Dr. Bill Romanowski, professor at Calvin College and author of Eyes Wide Open: Looking for God in Popular Culture, points out that the Church (some denominations more than others) has a track record of taking issue with Hollywood. “People are often unaware that the long history of church and the cinema has been contentious with conflicts over matters of artistic quality and morality, free expression and market demands,” he says. “There is a wide range of Christian responses to the cinema, from abstinence to uncritical consumption.”
A 2005 MarketCast study of 1000 adults ages 17-54 shows remarkable similarity between the religious and the non-religious when it comes to movie-going.
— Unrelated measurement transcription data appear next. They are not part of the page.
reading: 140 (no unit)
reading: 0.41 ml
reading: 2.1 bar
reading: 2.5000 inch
While religious people go to the movies just as much as non-religious people, MarketCast reported that they view R-rated movies less than the non-religious- but they still go.
“Christians are perceived as either not part of the movie-going public or simply turning out for what everyone else does and not necessarily thinking about films in terms of a faith perspective,” Romanowski continues. “In that sense, it's understandable that Hollywood filmmakers, wanting to maximize the audience for a film, might make a general release that could include Christian audiences, rather than a film targeted at a specific Christian group with the hope of reaching a wider market.”
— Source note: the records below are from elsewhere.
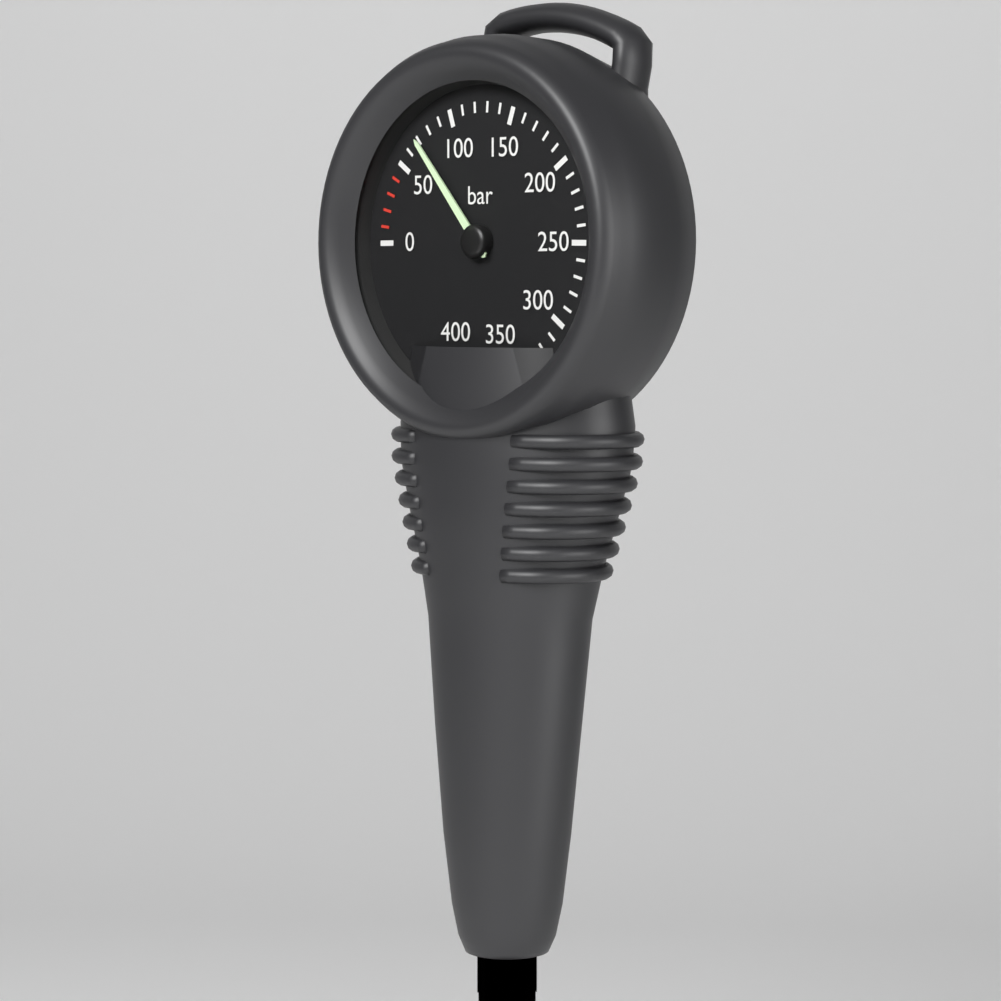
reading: 70 bar
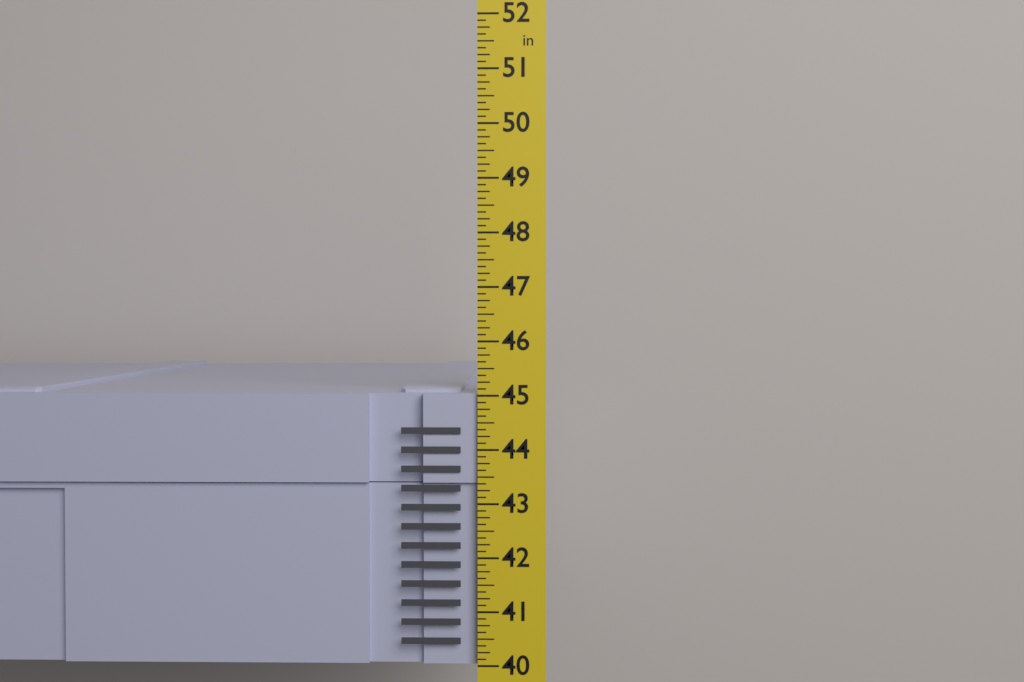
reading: 45.125 in
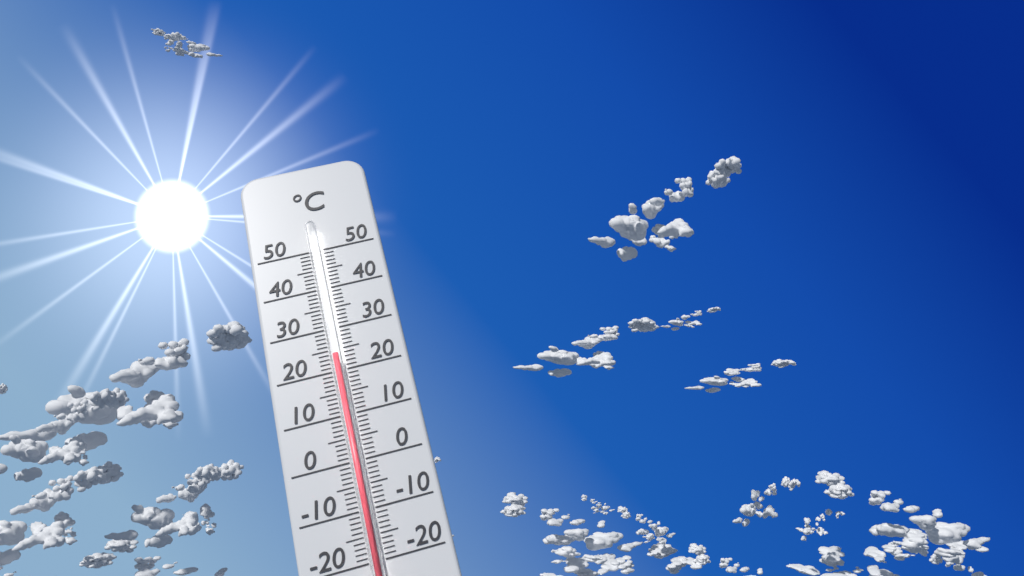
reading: 23 °C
In years gone by, the Church worked directly with the entertainment industry. From 1933 to 1966, every movie script was read by representatives of the Roman Catholic Church, the Southern Baptist Convention and the Protestant Film Office. They evaluated a movie’s morality, and if it passed, the movie received the Motion Picture Code Seal and was distributed. If it didn’t pass, it wasn’t released in theaters. But in 1966, the churches forfeited that role.
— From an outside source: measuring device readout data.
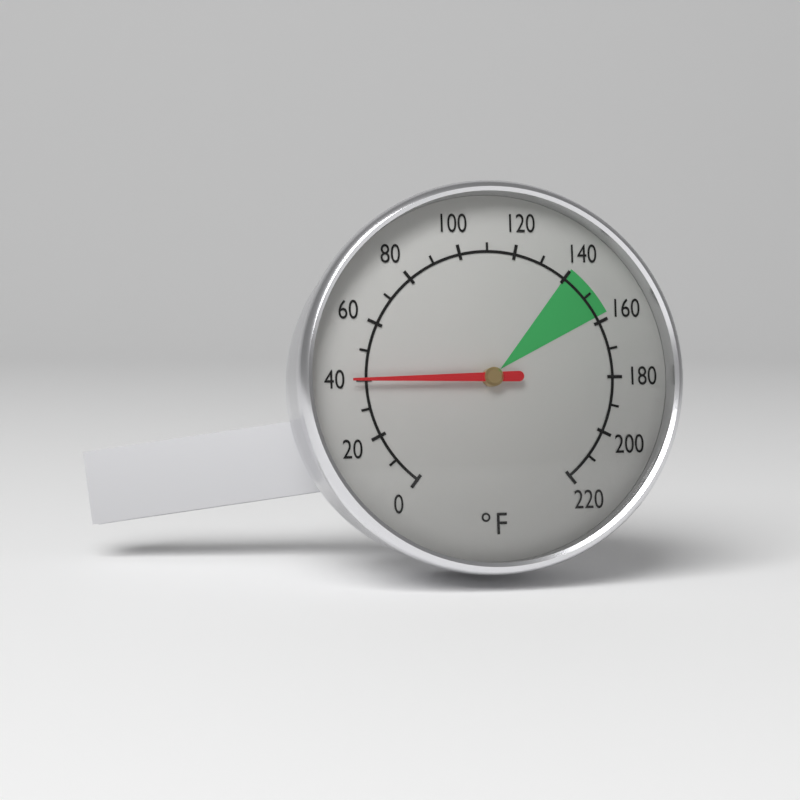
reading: 40 °F
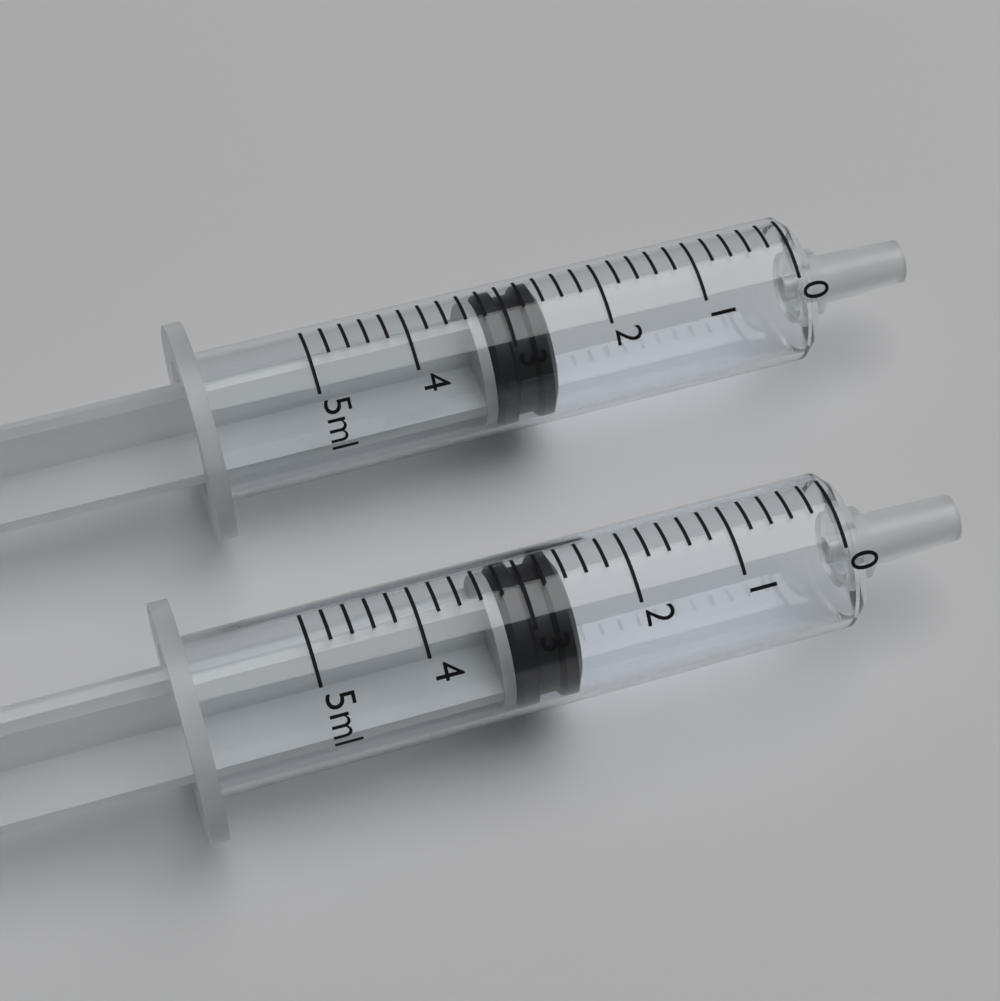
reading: 2.6 ml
“Sam Engel, the president of 20th Century Fox in the 1960s, once said, ‘If you take the salt form the meat, the meat is going to rot.’ What happened is not that Hollywood abandoned the church, the church abandoned Hollywood,” says Baehr.
“The Church has been told to boycott, fear and detest Hollywood,” says long-time movie reviewer Holly McClure. “The Biola Media Task Force, of which I have been a part for ten years, is trying to get Christians involved in Hollywood. Movies won’t be written better unless we write them; there won’t be better directing if we don’t direct.”
Nicolosi agrees. “Hollywood is not Sodom and Gomorrah, it’s Nineveh—it can still change,” she says. “We can’t afford to let this town go because it is speaking to the planet.”
SIDEBAR:

It’s no secret that the The Lion, the Witch and the Wardrobe is being heavily marketed to church-goers. The film, produced by Walden Media and Disney, is Walden’s most expensive gamble to date, costing $150 million to produce.
While Lord of the Rings director Peter Jackson said on record that he stripped any Christian themes from his adaptation of J.R.R. Tolkien’s classics, Walden Media President (and Christian) Michael Flaherty says he’s taking a different approach.
“We didn’t separate out any elements or any themes,” Flaherty says. “The best way to make a faithful adaptation is not to pick and choose scenes. C.S. Lewis wrote a masterpiece enjoyed by millions of people—our goal is to be faithful in our presentation of that masterpiece.”
Douglas Gresham, Lewis’s stepson, is a co-producer on the film and was responsible for ensuring that the story and values were retained.
Even so, many Christians remain wary, suspecting that the lines of dialogue clearly symbolizing Christ’s atonement will be left on the cutting room floor.